A recent discovery at the laboratory has shown that a certain type of parasitic fluke has a highly organized, caste-based social structure similar to those of honey bees, providing scientists with additional tools for understanding how animals interact with members of their own species.

“Of basic significance, a high level of social organization has been discovered in simple primitive worms that live as parasites in snails,” Armand Kuris, professor of zoology at UCSB and principle researcher of the study, said. “Now social organization can be more easily studied in Petri dishes.”

[media-credit name=”PHOTO COURTESY OF Armand Kuris” align=”alignleft” width=”250″][/media-credit]

A deshelled California horn snail, which is home to a colony of flukes that also defend the snail from other invading parasites.

This finding is just the beginning of the further research into the subject of social organization, since the simplicity of the organisms makes them much easier to study than larger, more complex animals. In addition, Ryan Hechinger, an assistant research biologist at UCSB’s Marine Science Institute, said the finding has shed light on the development of soldier castes within animal societies.

“This discovery is indeed foundational in opening the door to all sorts of future work using these parasites to study sociality. However, discovering the reproductive division of labor in these worms already lends insight into the role of ecological factors in driving the adaptive evolution of a soldier caste,” Hechinger said. “This becomes clear when we compare trematodes to the other systems known to have soldiers, as we do in the paper.”

These worms are also unique in the fact that they have soldiers to defend the snail from infection from other worms. So even though these worms have more or less taken over the snail, they are protecting their host from other organisms.

“These worms defend the snail from other worms, some of which cause harmful tropical diseases,” Kuris said.

A small but potentially helpful finding in this research is, according to Kuris, that the protection from the worms could have possible biomedical applications. It is possible that they can be used to help people who face infection from blood flukes, which Kuris said infect up to 300 million people in Africa, Asia and Latin America.

“These worms can potentially be used as a biological control agent against disease-causing worms,” Kuris said. “This could be a cost-effective method to control these serious public health problems. A low tech approach against diseases for which high tech approaches have failed.”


### What you are asked to do
Pull every line containing "phase" from the data.

(Beginning of Source material)

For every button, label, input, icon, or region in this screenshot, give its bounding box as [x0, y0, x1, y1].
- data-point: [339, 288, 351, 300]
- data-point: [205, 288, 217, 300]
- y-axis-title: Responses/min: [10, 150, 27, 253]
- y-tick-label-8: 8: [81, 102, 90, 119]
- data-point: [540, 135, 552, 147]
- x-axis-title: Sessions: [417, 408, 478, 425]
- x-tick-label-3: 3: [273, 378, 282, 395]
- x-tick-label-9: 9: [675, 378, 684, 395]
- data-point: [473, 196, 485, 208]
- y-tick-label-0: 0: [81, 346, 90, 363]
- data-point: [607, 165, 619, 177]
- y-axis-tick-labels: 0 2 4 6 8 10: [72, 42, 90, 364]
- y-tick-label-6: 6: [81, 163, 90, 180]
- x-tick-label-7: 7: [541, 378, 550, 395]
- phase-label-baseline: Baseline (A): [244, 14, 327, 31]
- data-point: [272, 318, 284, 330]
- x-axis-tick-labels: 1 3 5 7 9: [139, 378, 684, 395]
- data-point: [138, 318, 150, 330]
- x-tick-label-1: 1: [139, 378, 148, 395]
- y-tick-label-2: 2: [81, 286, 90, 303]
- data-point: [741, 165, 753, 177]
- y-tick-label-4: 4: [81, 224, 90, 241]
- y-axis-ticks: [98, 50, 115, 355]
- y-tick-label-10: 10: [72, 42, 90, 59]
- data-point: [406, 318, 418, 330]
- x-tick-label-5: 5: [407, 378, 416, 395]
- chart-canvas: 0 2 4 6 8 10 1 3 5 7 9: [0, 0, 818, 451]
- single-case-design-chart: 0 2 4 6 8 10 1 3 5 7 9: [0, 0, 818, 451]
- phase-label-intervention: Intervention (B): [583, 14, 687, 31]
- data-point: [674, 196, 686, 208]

(End of Source material)

### Worked solution
- phase-label-baseline: Baseline (A): [244, 14, 327, 31]
- phase-label-intervention: Intervention (B): [583, 14, 687, 31]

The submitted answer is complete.